**Exercise description**: Determine which lines of the records include the word "icon", and copy them.

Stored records

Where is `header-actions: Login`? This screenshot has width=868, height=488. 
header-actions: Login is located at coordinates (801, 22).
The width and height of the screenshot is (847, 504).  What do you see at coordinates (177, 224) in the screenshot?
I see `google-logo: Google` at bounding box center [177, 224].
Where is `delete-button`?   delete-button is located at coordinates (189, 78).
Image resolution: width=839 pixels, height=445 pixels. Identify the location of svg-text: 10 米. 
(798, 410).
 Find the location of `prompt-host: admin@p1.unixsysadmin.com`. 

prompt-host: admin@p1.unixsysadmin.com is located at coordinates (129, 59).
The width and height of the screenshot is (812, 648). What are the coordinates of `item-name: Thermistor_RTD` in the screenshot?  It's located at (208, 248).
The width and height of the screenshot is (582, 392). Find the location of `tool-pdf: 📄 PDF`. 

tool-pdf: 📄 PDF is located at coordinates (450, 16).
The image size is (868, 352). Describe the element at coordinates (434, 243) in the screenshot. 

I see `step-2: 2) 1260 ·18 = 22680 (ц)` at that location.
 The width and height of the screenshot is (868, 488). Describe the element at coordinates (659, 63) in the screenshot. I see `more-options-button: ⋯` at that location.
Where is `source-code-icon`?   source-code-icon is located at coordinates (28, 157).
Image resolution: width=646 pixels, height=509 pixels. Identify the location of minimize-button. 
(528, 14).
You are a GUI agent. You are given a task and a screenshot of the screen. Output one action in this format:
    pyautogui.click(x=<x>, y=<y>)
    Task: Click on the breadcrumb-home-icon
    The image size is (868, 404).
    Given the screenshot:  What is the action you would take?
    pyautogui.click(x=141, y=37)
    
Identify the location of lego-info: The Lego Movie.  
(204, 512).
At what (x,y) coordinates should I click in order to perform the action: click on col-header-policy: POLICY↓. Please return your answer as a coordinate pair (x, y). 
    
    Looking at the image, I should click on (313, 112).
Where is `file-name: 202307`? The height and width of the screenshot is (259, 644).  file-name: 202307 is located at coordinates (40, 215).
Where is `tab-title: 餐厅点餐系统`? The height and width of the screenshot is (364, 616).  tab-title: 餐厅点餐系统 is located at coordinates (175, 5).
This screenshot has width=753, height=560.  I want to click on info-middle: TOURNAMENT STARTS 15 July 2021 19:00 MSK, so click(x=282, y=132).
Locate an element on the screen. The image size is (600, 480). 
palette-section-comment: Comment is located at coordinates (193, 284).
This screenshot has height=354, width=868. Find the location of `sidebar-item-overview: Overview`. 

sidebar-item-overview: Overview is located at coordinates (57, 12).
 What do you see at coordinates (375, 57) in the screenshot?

**Solution to this problem**:
Where is `source-code-icon`?   source-code-icon is located at coordinates (28, 157).
    Task: Click on the breadcrumb-home-icon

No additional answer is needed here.